In the course of my life it has often happened to me that I suddenly knew something which I really could not know at all. The knowledge came to me as though it were my own idea. It was the same with my mother. She did not know what she was saying; it was like a voice wielding absolute authority, which said exactly what fitted the situation.
My mother usually assumed that I was mentally far beyond my age, and she would talk to me as to a grown-up. It was plain that she was telling me everything she could not say to my father, for she early made me her confidant and confided her troubles to me. Thus, I was about eleven years old when she informed me of a matter that concerned my father and alarmed me greatly. I racked my brains, and at last came to the conclusion that I must consult a certain friend of my father’s whom I knew by hearsay to be an influential person. Without saying a word to my mother, I went into town one afternoon after school and called at this man’s house. The maid who opened the door told me that he was out. Depressed and disappointed, I returned home. But it was by the mercy of providence that he was not there. Soon afterwards my mother again referred to this matter, and this time gave me a very different and far milder picture of the situation, so that the whole thing went up in smoke. That struck me to the quick, and I thought: “What an ass you were to believe it, and you nearly caused a disaster with your stupid seriousness.” From then on I decided to divide everything my mother said by two. My confidence in her was strictly limited, and that was what prevented me from ever telling her about my deeper preoccupations.
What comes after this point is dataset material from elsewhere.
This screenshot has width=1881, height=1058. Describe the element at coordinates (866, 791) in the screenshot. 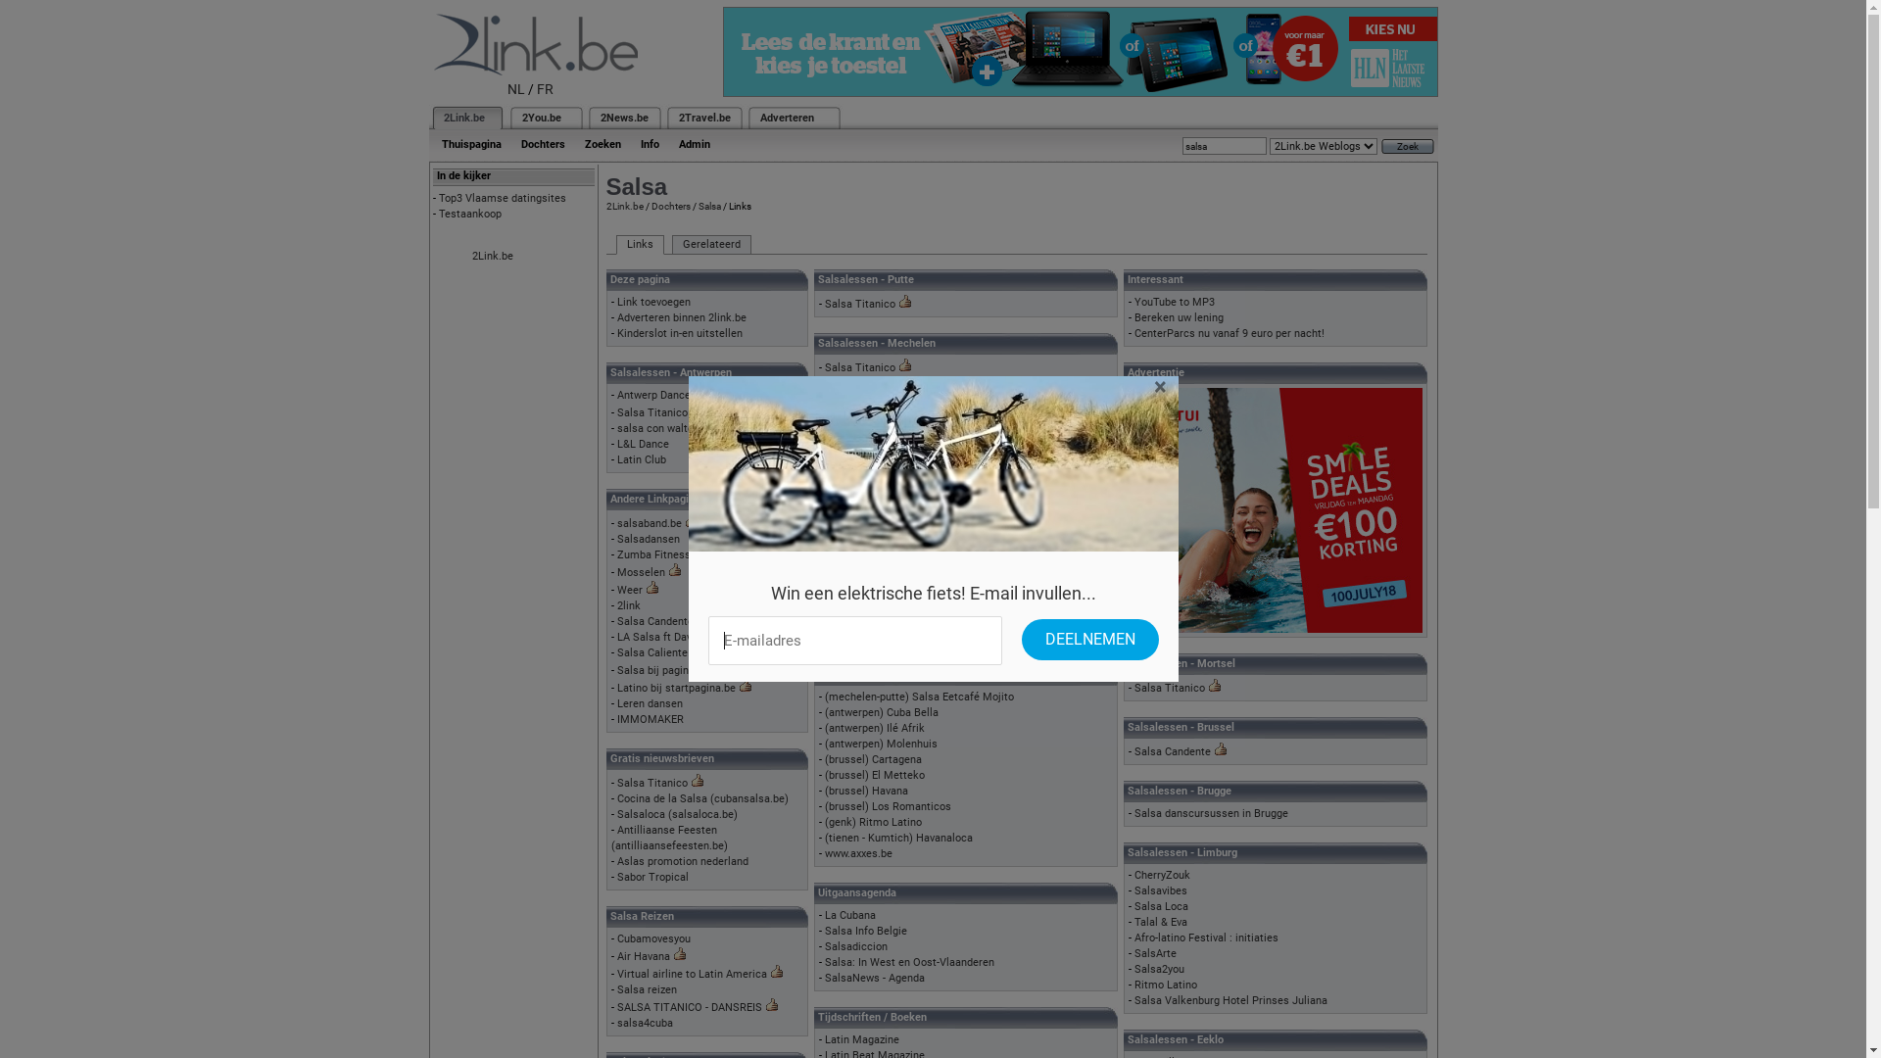

I see `(brussel) Havana` at that location.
But then came the moments when her second personality burst forth, and what she said on those occasions was so true and to the point that I trembled before it. If my mother could then have been pinned down, I would have had a wonderful interlocutor.
With my father it was quite different. I would have liked to lay my religious difficulties before him and ask him for advice, but I did not do so because it seemed to me that I knew in advance what he would be obliged to reply out of respect for his office. How right I was in this assumption was demonstrated to me soon afterwards. My father personally gave me my instruction for confirmation. It bored me to death. One day I was leafing through the catechism, hoping to find something besides the sentimental-sounding and usually incomprehensible as well as uninteresting expatiations on Lord Jesus. I came across the paragraph on the Trinity. Here was something that challenged my interest: a oneness which was simultaneously a threeness. This was a problem that fascinated me because of its inner contradiction. I waited longingly for the moment when we would reach this question. But when we got that far, my father said, “We now come to the Trinity, but we’ll skip that, for I really understand nothing of it myself.” I admired my father’s honesty, but on the other hand I was profoundly disappointed and said to myself, “There we have it; they know nothing about it and don’t give it a thought. Then how can I talk about my secret?”
I made vain, tentative attempts with certain of my schoolfellows who struck me as reflective. I awakened no response, but, on the contrary, a stupefaction that warned me off.